Readers with functioning memories will immediately recall that economists have been getting housing calls wrong early and often -- before, during and after the housing bubble and crash. At one point, remember, it was gospel that house prices would never fall. And we have seen calls of housing bottoms again and again since prices began to fall back in 2006.

Today the Wall Street Journal once again wrote of signs of life in the housing market, but they also said: "Home prices have yet to hit bottom."

The Bank of America economists are a little more optimistic, though they still don't see prices rebounding any time soon. After basically flattening this year, prices will rise just 0.3 percent in 2013, according to their forecast. And it looks like price gains this year will steal from prices in future years: They've cut their 2013 price-gain forecast to 0.3 percent from 1.3 percent and slashed their 2014 forecast to a gain of just 2.8 percent from 8.1 percent previously.

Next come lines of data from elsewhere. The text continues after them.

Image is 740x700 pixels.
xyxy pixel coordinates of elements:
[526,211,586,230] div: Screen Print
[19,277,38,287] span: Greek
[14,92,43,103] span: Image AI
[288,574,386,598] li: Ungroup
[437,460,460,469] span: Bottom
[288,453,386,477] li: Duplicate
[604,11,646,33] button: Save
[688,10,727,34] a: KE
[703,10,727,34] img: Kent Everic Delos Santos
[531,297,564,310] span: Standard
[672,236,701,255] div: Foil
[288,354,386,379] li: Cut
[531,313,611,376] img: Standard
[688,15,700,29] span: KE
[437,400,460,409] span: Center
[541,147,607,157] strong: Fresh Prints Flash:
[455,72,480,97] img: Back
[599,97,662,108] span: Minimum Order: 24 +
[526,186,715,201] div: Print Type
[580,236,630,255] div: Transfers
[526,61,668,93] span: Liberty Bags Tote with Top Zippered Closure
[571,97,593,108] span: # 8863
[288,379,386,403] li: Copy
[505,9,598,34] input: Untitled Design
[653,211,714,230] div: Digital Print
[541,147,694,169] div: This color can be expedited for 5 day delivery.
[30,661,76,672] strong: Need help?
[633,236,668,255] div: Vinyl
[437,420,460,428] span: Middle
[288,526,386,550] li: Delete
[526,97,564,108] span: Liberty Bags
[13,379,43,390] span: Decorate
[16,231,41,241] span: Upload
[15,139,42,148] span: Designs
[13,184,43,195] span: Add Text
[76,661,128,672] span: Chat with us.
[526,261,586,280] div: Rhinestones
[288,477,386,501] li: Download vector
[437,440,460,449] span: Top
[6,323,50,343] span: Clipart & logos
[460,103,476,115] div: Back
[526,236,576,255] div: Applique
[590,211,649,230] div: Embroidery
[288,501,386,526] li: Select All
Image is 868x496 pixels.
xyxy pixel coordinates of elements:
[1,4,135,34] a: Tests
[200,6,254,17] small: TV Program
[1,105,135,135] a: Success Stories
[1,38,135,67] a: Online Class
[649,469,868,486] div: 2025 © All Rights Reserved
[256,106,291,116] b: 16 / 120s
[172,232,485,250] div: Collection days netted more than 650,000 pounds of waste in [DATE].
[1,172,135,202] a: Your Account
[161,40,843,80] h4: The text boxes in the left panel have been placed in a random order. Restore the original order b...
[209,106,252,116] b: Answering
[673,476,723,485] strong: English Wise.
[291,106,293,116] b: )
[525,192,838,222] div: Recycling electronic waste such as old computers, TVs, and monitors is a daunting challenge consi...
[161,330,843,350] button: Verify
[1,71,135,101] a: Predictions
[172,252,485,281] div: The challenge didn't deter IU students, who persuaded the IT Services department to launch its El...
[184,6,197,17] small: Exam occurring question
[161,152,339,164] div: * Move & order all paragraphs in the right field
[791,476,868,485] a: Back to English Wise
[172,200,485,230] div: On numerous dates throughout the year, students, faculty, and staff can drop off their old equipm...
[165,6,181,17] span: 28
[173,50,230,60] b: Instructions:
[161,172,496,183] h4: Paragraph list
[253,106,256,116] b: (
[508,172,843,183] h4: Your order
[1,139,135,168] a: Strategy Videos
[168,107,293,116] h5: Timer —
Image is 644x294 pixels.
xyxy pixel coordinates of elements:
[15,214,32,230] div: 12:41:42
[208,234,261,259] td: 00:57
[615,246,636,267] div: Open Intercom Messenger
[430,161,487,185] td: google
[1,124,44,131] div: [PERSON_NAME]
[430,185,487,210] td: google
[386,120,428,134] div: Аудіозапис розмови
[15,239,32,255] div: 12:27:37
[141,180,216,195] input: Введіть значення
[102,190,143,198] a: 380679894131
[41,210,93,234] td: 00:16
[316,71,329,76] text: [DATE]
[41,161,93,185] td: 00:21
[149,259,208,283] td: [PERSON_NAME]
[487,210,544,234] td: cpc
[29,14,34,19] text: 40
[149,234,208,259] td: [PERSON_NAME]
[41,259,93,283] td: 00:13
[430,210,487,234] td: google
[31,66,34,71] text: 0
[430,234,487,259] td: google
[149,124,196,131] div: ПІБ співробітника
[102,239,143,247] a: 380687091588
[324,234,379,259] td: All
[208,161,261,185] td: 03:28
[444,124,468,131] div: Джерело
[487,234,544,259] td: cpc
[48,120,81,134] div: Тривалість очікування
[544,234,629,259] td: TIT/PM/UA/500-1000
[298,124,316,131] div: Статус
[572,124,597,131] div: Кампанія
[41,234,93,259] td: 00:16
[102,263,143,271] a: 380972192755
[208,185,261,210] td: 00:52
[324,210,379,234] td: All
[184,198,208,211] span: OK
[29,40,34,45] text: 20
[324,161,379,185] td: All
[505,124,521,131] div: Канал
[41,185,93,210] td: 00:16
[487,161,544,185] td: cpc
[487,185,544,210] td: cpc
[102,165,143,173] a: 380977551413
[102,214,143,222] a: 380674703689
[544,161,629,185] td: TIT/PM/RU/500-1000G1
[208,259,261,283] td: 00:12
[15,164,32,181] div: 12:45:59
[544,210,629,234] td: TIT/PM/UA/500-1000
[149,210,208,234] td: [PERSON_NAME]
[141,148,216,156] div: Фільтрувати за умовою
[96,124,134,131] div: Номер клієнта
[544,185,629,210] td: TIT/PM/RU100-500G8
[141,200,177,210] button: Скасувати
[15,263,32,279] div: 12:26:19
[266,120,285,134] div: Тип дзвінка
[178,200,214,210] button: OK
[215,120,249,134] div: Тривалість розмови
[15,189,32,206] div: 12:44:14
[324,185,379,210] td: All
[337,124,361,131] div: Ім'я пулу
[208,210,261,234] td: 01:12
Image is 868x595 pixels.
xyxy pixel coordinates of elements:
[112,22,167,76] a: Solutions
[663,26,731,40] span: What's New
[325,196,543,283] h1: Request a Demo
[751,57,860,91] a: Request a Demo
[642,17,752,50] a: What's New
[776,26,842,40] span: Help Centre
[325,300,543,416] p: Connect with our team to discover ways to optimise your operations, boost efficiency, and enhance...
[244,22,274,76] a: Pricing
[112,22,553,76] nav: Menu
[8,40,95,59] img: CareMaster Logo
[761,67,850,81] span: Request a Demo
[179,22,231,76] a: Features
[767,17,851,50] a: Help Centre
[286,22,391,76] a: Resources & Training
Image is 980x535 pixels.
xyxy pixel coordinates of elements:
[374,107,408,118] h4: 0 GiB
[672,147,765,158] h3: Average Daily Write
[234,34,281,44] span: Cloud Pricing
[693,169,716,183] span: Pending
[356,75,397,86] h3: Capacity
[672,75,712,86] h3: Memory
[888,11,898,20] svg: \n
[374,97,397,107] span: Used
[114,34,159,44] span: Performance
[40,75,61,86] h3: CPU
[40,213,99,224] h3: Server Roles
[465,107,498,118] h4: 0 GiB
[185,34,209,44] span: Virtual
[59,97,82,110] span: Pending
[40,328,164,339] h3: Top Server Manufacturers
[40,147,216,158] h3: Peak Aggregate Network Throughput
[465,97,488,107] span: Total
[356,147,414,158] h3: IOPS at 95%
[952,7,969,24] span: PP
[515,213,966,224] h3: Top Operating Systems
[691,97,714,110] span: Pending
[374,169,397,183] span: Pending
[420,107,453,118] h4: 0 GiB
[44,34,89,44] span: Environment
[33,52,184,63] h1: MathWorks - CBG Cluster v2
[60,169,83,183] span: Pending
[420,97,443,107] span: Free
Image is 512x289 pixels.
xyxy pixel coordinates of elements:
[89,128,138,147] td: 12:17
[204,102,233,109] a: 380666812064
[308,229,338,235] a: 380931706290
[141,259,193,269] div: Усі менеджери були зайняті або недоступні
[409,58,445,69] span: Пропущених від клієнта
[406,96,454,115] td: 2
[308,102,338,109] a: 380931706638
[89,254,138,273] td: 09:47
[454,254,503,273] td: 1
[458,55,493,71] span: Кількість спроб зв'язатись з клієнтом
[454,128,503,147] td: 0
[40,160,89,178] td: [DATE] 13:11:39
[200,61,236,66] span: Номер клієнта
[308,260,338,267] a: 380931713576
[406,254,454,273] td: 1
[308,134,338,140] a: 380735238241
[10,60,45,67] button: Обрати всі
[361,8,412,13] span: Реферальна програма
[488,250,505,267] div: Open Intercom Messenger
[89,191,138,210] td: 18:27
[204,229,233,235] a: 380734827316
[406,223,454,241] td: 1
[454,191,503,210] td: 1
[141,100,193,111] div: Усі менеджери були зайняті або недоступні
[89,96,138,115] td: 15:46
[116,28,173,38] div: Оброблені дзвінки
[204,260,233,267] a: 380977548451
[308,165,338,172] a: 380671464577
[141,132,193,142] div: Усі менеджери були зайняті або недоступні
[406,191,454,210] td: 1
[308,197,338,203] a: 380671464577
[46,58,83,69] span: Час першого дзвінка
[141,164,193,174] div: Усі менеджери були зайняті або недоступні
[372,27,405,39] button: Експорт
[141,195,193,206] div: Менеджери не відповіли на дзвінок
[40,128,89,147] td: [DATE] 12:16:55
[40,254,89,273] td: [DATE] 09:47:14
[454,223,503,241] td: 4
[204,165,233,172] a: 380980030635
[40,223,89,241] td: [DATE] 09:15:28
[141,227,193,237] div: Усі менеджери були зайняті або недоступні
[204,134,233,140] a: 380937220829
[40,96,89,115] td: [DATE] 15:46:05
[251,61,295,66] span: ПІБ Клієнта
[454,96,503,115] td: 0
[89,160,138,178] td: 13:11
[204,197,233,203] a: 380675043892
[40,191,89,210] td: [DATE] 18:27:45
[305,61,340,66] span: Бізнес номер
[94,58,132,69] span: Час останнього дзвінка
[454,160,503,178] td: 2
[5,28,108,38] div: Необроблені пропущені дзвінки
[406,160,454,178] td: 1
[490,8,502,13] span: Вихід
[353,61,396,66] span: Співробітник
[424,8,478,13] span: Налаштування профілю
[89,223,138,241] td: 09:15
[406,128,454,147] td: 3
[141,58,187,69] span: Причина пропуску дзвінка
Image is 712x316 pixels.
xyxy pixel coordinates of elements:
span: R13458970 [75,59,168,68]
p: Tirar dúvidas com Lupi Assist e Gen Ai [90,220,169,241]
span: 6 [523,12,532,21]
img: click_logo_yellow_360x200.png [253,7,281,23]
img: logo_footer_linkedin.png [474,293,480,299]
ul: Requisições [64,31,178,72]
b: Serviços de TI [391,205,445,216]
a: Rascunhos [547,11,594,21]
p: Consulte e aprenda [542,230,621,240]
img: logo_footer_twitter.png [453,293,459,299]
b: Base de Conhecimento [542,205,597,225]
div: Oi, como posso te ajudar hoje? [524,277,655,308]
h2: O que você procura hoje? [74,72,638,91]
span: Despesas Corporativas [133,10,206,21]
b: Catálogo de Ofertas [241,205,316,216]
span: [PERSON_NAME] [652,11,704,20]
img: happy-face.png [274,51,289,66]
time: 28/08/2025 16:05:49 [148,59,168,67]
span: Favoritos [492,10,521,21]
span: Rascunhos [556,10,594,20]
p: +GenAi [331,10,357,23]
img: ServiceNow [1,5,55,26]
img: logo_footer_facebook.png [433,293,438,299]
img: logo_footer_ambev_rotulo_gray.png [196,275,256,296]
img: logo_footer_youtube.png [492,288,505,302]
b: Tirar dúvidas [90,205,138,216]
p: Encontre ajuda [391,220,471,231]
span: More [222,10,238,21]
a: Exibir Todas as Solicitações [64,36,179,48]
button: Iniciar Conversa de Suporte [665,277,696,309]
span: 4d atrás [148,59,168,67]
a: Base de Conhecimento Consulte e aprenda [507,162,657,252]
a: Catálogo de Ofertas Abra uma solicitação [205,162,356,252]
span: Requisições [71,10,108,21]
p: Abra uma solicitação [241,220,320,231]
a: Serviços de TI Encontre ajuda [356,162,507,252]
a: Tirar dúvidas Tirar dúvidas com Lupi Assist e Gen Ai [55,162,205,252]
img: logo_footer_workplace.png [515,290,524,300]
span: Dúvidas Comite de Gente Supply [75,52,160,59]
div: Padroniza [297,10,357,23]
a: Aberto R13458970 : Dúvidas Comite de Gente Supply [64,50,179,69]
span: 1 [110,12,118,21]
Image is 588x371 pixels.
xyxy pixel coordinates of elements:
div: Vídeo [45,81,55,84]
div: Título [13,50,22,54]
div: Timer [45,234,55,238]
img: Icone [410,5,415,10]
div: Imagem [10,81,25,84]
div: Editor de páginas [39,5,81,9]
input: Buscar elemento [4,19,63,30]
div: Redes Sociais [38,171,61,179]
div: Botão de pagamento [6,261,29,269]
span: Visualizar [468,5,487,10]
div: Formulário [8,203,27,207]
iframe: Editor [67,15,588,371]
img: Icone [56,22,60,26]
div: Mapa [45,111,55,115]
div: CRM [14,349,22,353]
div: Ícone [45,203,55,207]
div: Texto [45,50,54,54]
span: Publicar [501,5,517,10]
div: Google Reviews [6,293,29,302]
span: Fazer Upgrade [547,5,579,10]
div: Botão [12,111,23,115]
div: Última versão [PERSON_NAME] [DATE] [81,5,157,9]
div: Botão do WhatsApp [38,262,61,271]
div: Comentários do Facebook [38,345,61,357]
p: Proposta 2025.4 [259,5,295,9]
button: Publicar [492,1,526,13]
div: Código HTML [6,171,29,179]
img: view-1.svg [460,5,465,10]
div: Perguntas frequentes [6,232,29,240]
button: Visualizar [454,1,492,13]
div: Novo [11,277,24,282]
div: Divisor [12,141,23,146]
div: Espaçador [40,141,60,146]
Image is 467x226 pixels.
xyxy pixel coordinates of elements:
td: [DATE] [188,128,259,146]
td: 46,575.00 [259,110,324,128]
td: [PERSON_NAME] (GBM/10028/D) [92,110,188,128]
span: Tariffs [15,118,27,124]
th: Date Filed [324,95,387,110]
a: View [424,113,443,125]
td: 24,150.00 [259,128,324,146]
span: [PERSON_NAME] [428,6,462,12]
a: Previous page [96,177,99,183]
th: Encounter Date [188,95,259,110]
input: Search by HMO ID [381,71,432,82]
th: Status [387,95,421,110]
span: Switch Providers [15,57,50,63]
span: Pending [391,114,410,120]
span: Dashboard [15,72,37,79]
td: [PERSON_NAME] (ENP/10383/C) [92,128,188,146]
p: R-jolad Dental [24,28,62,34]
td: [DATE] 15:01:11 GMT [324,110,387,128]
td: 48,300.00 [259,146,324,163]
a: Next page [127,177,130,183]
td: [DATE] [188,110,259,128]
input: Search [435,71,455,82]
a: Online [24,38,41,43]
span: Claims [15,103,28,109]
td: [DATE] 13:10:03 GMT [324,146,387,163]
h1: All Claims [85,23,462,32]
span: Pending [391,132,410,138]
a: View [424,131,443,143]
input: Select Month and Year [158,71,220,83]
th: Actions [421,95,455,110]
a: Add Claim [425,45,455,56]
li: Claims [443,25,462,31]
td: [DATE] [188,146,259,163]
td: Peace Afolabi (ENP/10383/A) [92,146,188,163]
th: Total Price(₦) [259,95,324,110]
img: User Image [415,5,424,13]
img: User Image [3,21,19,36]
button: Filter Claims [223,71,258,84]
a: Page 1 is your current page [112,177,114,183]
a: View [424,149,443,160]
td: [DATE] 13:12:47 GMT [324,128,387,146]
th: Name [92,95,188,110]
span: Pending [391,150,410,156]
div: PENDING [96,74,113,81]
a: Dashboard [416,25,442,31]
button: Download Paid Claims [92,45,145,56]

That's going to be a frustrating slog, if true. But it's better than the alternative of prices still falling year after year, as they have each and every year since 2006. Nationally, home prices are down nearly 34 percent from their peak in 2006, according to S&P/Case-Shiller home-price indexes.

On Thursday, the Federal Housing Finance Agency said its home-price index, which tracks only houses with mortgages owned or backed by Freddie Mac or Fannie Mae, was flat in January. The FHFA price index is down 19 percent from its peak.

(Do yourself a favor and do not use the FHFA's home-price calculator, unless you feel like you're not quite depressed enough.)

Like many of us, Bank of America could sure use a home-price recovery. At the end of 2011, the bank had more than $398 billion in residential mortgage debt on its books, including home-equity lines of credit and a few scraps of pay-option and subprime loans left over from the good old days.

Rising home prices will help the bank by keeping more homeowners above water, where they'll be less tempted to swim away from their mortgages.

It will be a long time until house prices are really rising, even if the new Bank of America forecast is correct, a delay that the report blames on government policies to help homeowners:

The policy attempts have been aimed at preventing foreclosures, which has resulted in delaying the process. Our price forecast of a long and protracted bottom in home prices reflects this policy environment. We expect additional policy attempts to prevent foreclosures including Home Affordable Modification Program (HAMP) modifications and some limited debt forgiveness defined in the Attorneys General settlement.

The settlement referred to here is the $25 billion one with the federal and state governments over allegations of mortgage-foreclosure fraud by Bank of America and other big mortgage-servicing firms.

Still, these same government policies, though generally not nearly as effective as hoped, have prevented some foreclosures, the Bank of America economists wrote. That's a major reason they raised their forecast for prices in the short term:

The two most important short-term variables for our model are months’ supply, which is the ratio of inventory to sales, and the share of distressed sales. Both of these are affected by the flow of foreclosures into the market, which has slowed due to policy intervention.